A child dying without a detained parent at the bedside is a human consequence of enforcement. Siblings left behind after a parent is taken are not footnotes. They carry the loss, the confusion, the anger, and the terror of knowing that a government decision can interrupt even the most sacred moments of family life.
ICE harm does not stop at the arrest. It moves into the bodies of children who cannot sleep, the schools where they cannot focus, the homes where parents disappear, and the grief that follows families long after the official paperwork is filed.
Parents carry the trauma too. A parent who fears ICE may avoid seeking mental-health care. A parent who survives a raid may blame themselves for not protecting a child from what that child saw. A parent living under deportation threat may constantly calculate which public places are safe, which appointments are necessary, and which risks are too great.
Over time, that fear shapes where families go, what children overhear, whether a parent reports abuse, and whether people feel safe seeking therapy, attending school meetings, appearing in court, or asking for help. When immigration enforcement makes basic survival feel dangerous, mental-health advice becomes hollow because the same system telling families to seek support also makes support feel unsafe.
Community care matters, but it cannot be asked to repair trauma while ICE raids, detention, family separation, and deportation fear keep producing the crisis.

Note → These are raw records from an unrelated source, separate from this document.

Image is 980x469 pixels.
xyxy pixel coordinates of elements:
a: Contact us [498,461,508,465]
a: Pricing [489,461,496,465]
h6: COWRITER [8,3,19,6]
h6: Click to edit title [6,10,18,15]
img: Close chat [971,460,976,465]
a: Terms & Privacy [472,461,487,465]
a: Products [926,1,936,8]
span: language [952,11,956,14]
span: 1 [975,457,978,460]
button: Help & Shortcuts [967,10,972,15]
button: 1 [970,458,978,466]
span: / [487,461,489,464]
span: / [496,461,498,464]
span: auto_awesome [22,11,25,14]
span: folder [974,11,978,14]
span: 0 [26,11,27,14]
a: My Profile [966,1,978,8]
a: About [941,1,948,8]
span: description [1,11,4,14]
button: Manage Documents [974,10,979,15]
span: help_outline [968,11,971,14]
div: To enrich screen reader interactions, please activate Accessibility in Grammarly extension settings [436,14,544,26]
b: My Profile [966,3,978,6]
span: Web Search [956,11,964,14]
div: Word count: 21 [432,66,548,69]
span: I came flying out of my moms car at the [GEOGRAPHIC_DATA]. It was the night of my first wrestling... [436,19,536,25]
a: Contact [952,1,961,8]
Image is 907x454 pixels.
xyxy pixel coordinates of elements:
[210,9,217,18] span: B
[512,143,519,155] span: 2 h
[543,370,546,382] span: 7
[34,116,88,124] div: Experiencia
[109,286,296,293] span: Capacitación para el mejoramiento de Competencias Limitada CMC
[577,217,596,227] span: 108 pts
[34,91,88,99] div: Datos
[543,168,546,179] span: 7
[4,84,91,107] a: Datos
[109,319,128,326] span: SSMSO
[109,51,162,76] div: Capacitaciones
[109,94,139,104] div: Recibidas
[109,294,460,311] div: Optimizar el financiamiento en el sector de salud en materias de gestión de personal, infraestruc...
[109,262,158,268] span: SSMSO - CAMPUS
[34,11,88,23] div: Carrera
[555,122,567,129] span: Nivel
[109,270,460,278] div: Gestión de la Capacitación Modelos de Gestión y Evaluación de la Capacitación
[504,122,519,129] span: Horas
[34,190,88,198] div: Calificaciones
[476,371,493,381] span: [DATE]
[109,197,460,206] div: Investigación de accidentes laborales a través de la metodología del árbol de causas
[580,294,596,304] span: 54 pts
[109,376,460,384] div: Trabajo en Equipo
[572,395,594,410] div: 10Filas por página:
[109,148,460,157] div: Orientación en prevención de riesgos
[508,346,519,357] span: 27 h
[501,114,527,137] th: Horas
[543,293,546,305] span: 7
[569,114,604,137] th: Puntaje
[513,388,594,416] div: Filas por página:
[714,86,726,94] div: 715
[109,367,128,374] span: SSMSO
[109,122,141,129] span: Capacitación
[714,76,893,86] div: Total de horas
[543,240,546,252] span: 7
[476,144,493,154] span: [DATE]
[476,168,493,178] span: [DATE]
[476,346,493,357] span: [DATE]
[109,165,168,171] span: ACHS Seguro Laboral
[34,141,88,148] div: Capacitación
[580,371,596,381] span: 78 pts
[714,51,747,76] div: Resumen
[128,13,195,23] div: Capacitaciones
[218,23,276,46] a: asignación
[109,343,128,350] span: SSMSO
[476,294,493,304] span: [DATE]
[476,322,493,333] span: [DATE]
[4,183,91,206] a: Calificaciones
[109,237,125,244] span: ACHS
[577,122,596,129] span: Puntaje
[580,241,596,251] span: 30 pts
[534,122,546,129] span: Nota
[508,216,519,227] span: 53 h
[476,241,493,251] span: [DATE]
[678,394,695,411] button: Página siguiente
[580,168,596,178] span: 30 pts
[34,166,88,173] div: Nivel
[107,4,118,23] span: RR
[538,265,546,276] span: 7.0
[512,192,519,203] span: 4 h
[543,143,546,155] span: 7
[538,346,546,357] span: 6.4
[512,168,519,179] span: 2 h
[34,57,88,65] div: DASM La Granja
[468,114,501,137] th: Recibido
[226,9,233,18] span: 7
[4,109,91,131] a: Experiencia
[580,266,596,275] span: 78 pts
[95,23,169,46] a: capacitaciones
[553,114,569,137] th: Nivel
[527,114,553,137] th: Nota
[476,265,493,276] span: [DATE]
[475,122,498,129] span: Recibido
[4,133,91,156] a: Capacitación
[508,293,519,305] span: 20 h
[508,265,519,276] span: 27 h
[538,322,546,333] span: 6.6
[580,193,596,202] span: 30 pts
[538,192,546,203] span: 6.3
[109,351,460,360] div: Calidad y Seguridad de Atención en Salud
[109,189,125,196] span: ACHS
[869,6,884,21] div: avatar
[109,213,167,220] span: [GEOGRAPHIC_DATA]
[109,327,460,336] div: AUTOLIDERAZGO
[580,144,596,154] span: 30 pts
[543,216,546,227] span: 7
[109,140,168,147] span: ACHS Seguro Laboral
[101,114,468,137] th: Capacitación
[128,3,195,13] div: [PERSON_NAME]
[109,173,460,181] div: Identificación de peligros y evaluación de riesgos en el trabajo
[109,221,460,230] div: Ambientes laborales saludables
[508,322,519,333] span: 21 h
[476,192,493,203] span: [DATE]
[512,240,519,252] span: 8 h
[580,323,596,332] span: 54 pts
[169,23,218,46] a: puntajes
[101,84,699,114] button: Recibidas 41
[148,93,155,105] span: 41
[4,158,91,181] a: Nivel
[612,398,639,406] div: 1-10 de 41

Reducing detention, keeping families together, ending armed raids at family events, and refusing to terrorize children in the name of immigration enforcement are public-health interventions.
The government cannot separate ICE policy from children’s mental health. Every public raid, every parent taken from a child, every child placed in detention, and every family forced to live with deportation fear becomes part of the mental-health landscape children are expected to survive.
The Idaho raid should have forced that accounting before the operation was ever approved. Before agents stormed a horse-racing event with children present, officials were willing to accept the risk that families would be surrounded, children would witness armed force, and the terror of that scene would be treated as secondary to the enforcement goal.
By accepting that risk, officials treated the children’s fear as an acceptable cost of the raid.
The story is not only the number of arrests. It is the harm carried by the three-year-old whose mother said she was kept from feeding him, by the children who watched adults zip-tied, and by families who learned that a community gathering could become an immigration raid.
ICE is not only removing people from homes; it is putting fear inside children who are learning that the government can take their family at any moment. That fear is produced by policy, reinforced by rhetoric, carried by children, and serious enough to be treated as a public-health emergency.
Immigration enforcement does not end when agents leave the raid scene.
The harm follows children into classrooms, bedrooms, doctor’s offices, family gatherings, and the quiet moments when they wonder whether someone they love will be taken next. It becomes fear, grief, silence, panic, shame, missed care, and chronic stress no child should be forced to carry.
Americans Against ICE documents these harms because ICE violence does not only exist in detention centers or deportation orders. It lives in the children who watch raids happen, the parents who are taken, the toddlers placed in custody, the families separated at the worst moments of their lives, and the communities told to survive trauma while the government calls it enforcement.